A wholesome chicken yard, with its cackling, cawing, crowing, red-topped population, conscious of clean and hygienic quarters and of regular and abundant rations; industriously productive, tirelessly active; always greeting your coming with tumultuous welcome, it is a little nursery of pure joy in living, an epitome of ardent existence!

THE ATLANTIC MONTHLY

MAY, 1915

WOMEN AND WAR

BY AGNES REPPLIER

I

THE Only agreeable thing to be recorded in connection with Europe's sudden and disastrous war is the fact that people stopped talking about women, and began to talk about men. For the past few years, women have persistently occupied the front of the stage, and men have seemed a negligible factor; useful in their imperfect way, but hopelessly unproblematic. Then Austria delivered her ultimatum, Germany marched her armies across a peaceful earth, and men, plain men, became supremely important, as defenders of their imperilled homes. In this swift return to primitive conditions, primitive qualities reasserted their value. France, Belgium, England called to their sons for succor, and the arms of these men were strengthened because they had women to protect.

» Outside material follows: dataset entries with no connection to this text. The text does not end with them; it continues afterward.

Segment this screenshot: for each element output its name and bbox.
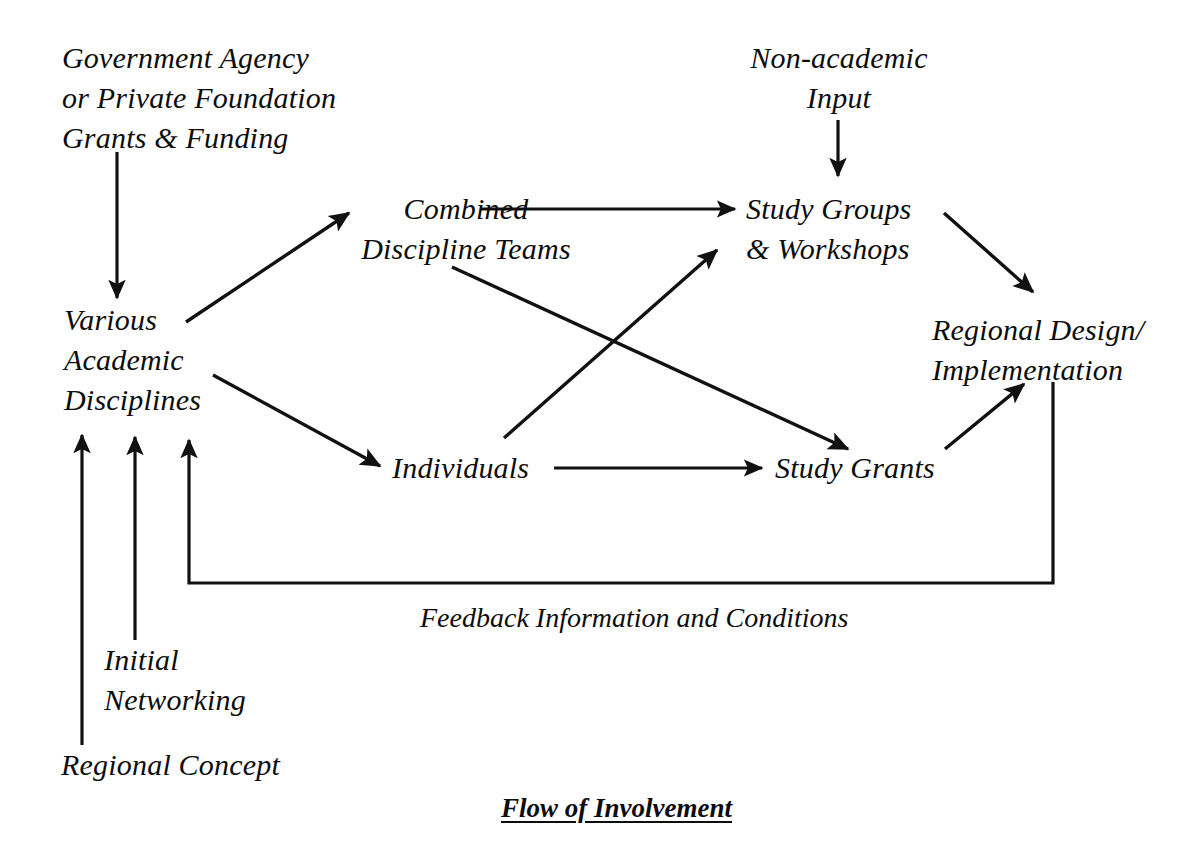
node-study-grants: Study Grants: [775, 448, 935, 488]
node-regional-concept: Regional Concept: [61, 745, 280, 785]
edge-studygroups-to-regionaldesign: [944, 213, 1033, 292]
node-government-agency: Government Agency or Private Foundation …: [62, 38, 336, 158]
node-combined-discipline-teams: Combined Discipline Teams: [350, 189, 582, 269]
node-regional-design-implementation: Regional Design/ Implementation: [932, 310, 1144, 390]
node-initial-networking: Initial Networking: [104, 640, 246, 720]
diagram-canvas: Government Agency or Private Foundation …: [0, 0, 1186, 853]
edge-various-to-individuals: [213, 375, 380, 466]
label-feedback-information: Feedback Information and Conditions: [420, 600, 849, 636]
node-various-academic-disciplines: Various Academic Disciplines: [64, 300, 201, 420]
node-individuals: Individuals: [392, 448, 529, 488]
edge-studygrants-to-regionaldesign: [945, 384, 1024, 449]
edge-combined-to-studygrants: [452, 267, 848, 449]
node-study-groups-workshops: Study Groups & Workshops: [746, 189, 911, 269]
figure-title: Flow of Involvement: [501, 793, 732, 824]
node-nonacademic-input: Non-academic Input: [703, 38, 975, 118]
edge-individuals-to-studygroups: [504, 250, 717, 438]
edge-various-to-combined: [186, 213, 349, 322]
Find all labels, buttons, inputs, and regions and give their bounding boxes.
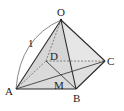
label-a: A — [5, 85, 13, 97]
label-d: D — [50, 50, 58, 62]
label-edge-length: 1 — [28, 37, 34, 49]
label-c: C — [107, 55, 114, 67]
vertex-o-dot — [60, 19, 62, 21]
label-b: B — [73, 92, 80, 104]
label-o: O — [57, 6, 65, 18]
pyramid-diagram: O A B C D M 1 — [0, 0, 124, 111]
label-m: M — [54, 79, 64, 91]
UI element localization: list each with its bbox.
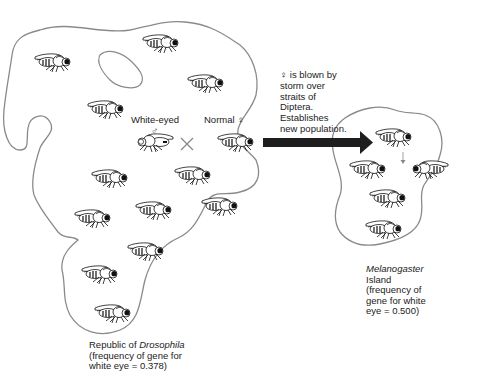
founder-effect-diagram: White-eyed ♂ Normal ♀ ♀ is blown by stor… [0, 0, 479, 385]
caption-line: new population. [280, 124, 347, 135]
caption-line: storm over [280, 81, 347, 92]
diagram-canvas [0, 0, 479, 385]
new-island-name-italic: Melanogaster [366, 263, 424, 274]
new-population-caption: Melanogaster Island (frequency of gene f… [366, 264, 426, 317]
source-island-outline [4, 22, 259, 334]
male-symbol: ♂ [151, 125, 158, 136]
lake-outline [99, 51, 143, 87]
source-frequency: white eye = 0.378) [89, 361, 185, 372]
cross-pair [138, 134, 253, 152]
migration-caption: ♀ is blown by storm over straits of Dipt… [280, 70, 347, 135]
source-name-prefix: Republic of [89, 339, 139, 350]
normal-female-label: Normal ♀ [204, 114, 244, 125]
descent-arrow [401, 152, 406, 164]
new-frequency: eye = 0.500) [366, 306, 426, 317]
white-eyed-label: White-eyed [131, 114, 179, 125]
source-name: Republic of Drosophila [89, 340, 185, 351]
caption-line: (frequency of [366, 285, 426, 296]
source-population-flies [35, 35, 237, 323]
source-population-caption: Republic of Drosophila (frequency of gen… [89, 340, 185, 372]
source-name-italic: Drosophila [139, 339, 184, 350]
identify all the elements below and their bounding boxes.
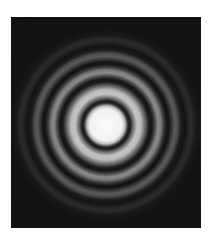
airy-ring-pattern	[11, 17, 201, 228]
diffraction-image: Circular diffraction pattern (Airy rings…	[11, 17, 201, 228]
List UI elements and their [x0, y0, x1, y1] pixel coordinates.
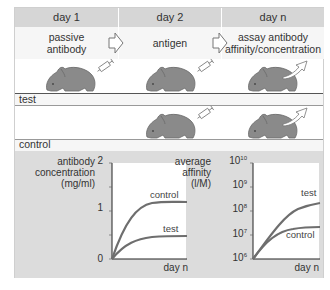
y-tick: 108 [223, 203, 247, 214]
day-2-header: day 2 [119, 8, 221, 27]
step-passive-antibody: passiveantibody [15, 27, 118, 59]
test-curve-label: test [163, 223, 178, 234]
x-axis-label: day n [152, 262, 188, 273]
y-tick: 0 [95, 253, 103, 264]
experiment-diagram: day 1 day 2 day n passiveantibody antige… [14, 7, 324, 278]
divider [15, 105, 323, 106]
step-antigen: antigen [119, 27, 221, 59]
step-text-line2: affinity/concentration [225, 43, 321, 55]
syringe-icon [195, 105, 217, 121]
y-tick: 109 [223, 179, 247, 190]
y-tick: 1010 [223, 155, 247, 166]
y-tick: 1 [95, 202, 103, 213]
syringe-icon [195, 58, 217, 74]
curved-arrow-icon [281, 58, 311, 80]
ylabel-line3: (l/M) [165, 178, 211, 189]
syringe-icon [95, 58, 117, 74]
ylabel-line2: concentration [17, 167, 95, 178]
test-label-band [15, 94, 323, 105]
rabbit-icon [43, 64, 101, 94]
x-axis-label: day n [283, 262, 319, 273]
y-tick: 2 [95, 155, 103, 166]
control-label-band [15, 140, 323, 151]
ylabel-line1: average [165, 156, 211, 167]
y-tick: 107 [223, 228, 247, 239]
concentration-axis-label: antibody concentration (mg/ml) [17, 156, 95, 189]
control-curve-label: control [286, 229, 315, 240]
step-text-line1: passive [49, 31, 85, 43]
control-curve-label: control [150, 189, 179, 200]
rabbit-icon [143, 111, 201, 141]
step-text-line1: antigen [153, 37, 187, 49]
affinity-chart [248, 161, 320, 263]
test-curve-label: test [301, 187, 316, 198]
day-n-header: day n [222, 8, 324, 27]
day-1-header: day 1 [15, 8, 118, 27]
ylabel-line2: affinity [165, 167, 211, 178]
curved-arrow-icon [281, 105, 311, 127]
hollow-right-arrow-icon [108, 32, 124, 54]
step-text-line2: antibody [47, 43, 87, 55]
ylabel-line3: (mg/ml) [17, 178, 95, 189]
hollow-right-arrow-icon [212, 32, 228, 54]
test-group-label: test [19, 93, 36, 105]
step-assay: assay antibodyaffinity/concentration [222, 27, 324, 59]
step-text-line1: assay antibody [238, 31, 308, 43]
ylabel-line1: antibody [17, 156, 95, 167]
affinity-axis-label: average affinity (l/M) [165, 156, 211, 189]
control-group-label: control [19, 138, 51, 150]
graphs-panel: antibody concentration (mg/ml) 2 1 0 con… [15, 151, 323, 278]
rabbit-icon [143, 64, 201, 94]
y-tick: 106 [223, 252, 247, 263]
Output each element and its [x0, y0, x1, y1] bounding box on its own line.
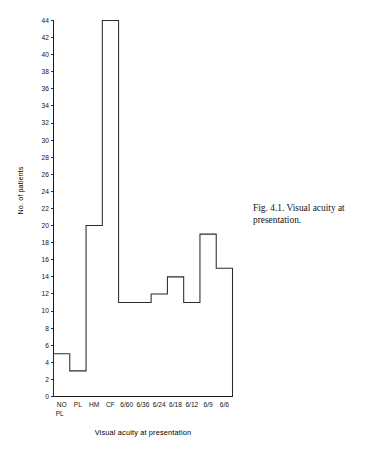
y-tick-label: 26: [42, 171, 50, 178]
y-tick-label: 20: [42, 222, 50, 229]
x-tick-label: CF: [106, 401, 115, 408]
y-tick-label: 18: [42, 239, 50, 246]
y-tick-label: 32: [42, 119, 50, 126]
y-tick-label: 40: [42, 51, 50, 58]
y-tick-label: 42: [42, 34, 50, 41]
x-tick-label: 6/24: [153, 401, 166, 408]
y-tick-label: 14: [42, 273, 50, 280]
x-tick-label: 6/6: [220, 401, 229, 408]
x-tick-label: HM: [89, 401, 99, 408]
y-tick-label: 38: [42, 68, 50, 75]
figure-visual-acuity: 0246810121416182022242628303234363840424…: [0, 0, 260, 464]
y-tick-label: 36: [42, 85, 50, 92]
x-tick-label: PL: [74, 401, 82, 408]
figure-caption: Fig. 4.1. Visual acuity at presentation.: [253, 203, 379, 226]
y-tick-label: 10: [42, 307, 50, 314]
x-tick-label: PL: [56, 410, 64, 417]
y-tick-label: 30: [42, 137, 50, 144]
x-axis-title: Visual acuity at presentation: [53, 428, 233, 437]
chart-plot-area: 0246810121416182022242628303234363840424…: [0, 0, 260, 464]
step-outline-path: [54, 21, 233, 397]
chart-y-ticks: 0246810121416182022242628303234363840424…: [42, 17, 54, 400]
x-tick-label: 6/60: [120, 401, 133, 408]
y-tick-label: 6: [45, 342, 49, 349]
x-tick-label: NO: [57, 401, 67, 408]
chart-step-outline: [54, 21, 233, 397]
y-tick-label: 28: [42, 154, 50, 161]
y-tick-label: 16: [42, 256, 50, 263]
y-tick-label: 8: [45, 325, 49, 332]
x-tick-label: 6/36: [137, 401, 150, 408]
x-tick-label: 6/12: [185, 401, 198, 408]
y-tick-label: 2: [45, 376, 49, 383]
chart-axes: [54, 21, 233, 397]
y-tick-label: 12: [42, 290, 50, 297]
y-tick-label: 0: [45, 393, 49, 400]
y-axis-title: No. of patients: [16, 143, 25, 239]
y-tick-label: 4: [45, 359, 49, 366]
y-tick-label: 22: [42, 205, 50, 212]
x-tick-label: 6/9: [204, 401, 213, 408]
y-tick-label: 44: [42, 17, 50, 24]
y-tick-label: 34: [42, 102, 50, 109]
chart-x-tick-labels: NOPLPLHMCF6/606/366/246/186/126/96/6: [56, 401, 230, 417]
x-tick-label: 6/18: [169, 401, 182, 408]
y-tick-label: 24: [42, 188, 50, 195]
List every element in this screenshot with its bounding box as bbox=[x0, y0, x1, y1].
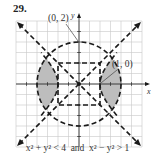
inequality-1: x² + y² < 4 bbox=[26, 143, 66, 153]
caption: x² + y² < 4 and x² − y² > 1 bbox=[0, 143, 155, 153]
y-axis-arrow-icon bbox=[77, 13, 81, 18]
labels: xy(0, 2)(1, 0) bbox=[48, 11, 151, 96]
inequality-2: x² − y² > 1 bbox=[89, 143, 129, 153]
y-axis-label: y bbox=[70, 11, 75, 20]
graph: xy(0, 2)(1, 0) bbox=[0, 0, 155, 158]
annotation-0-2: (0, 2) bbox=[48, 13, 69, 24]
and-text: and bbox=[71, 143, 85, 153]
x-axis-arrow-icon bbox=[145, 82, 150, 86]
leader-line bbox=[66, 24, 78, 41]
x-axis-label: x bbox=[146, 87, 151, 96]
annotation-1-0: (1, 0) bbox=[112, 59, 133, 70]
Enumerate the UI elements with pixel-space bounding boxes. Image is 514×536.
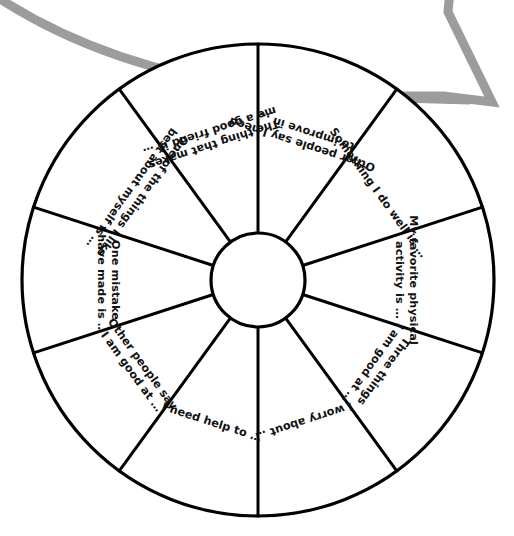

A casual study of newspapers before and after the proclamation of war is profoundly instructive. Even the illustrated papers and periodicals tell their tale, and spare us the printed page. Pictures of recruits in place of club-women. Pictures of camps in place of convention halls. Pictures of Red Cross nurses bending over hospital beds, in place of militants raiding Buckingham Palace. Pictures of peaceful ladies sewing and

VOL. 115 - NO.5

knitting for soldiers, in place of formidable committees baiting Mr. Wilson, or pursuing the more elusive Mr. Asquith. Pictures of pitying young girls handing cups of broth and the everwelcome cigarettes to weary volunteers, in place of suffragists haranguing the mob of Hyde Park. Never was there such a noteworthy illustration of Scott's archaic line,

'O woman! in our hours of ease.'

Never did the simplicities of life so triumphantly efface its complexities.

II

As the war deepened, and the tale of its devastations and brutalities robbed even the saddened onlooker of all gladness in life, it was natural that women, while faithful to their rôle of ministering angels, should mingle blame with pity. It was also natural, though less pardonable, that their censure should be of that vague order which holds everybody responsible for what somebody has done. Perhaps it was even natural that, confident in their own unproved wisdom and untried efficiency, they should believe and say that, had woman shared the control of civilized governments, the world would now be at peace.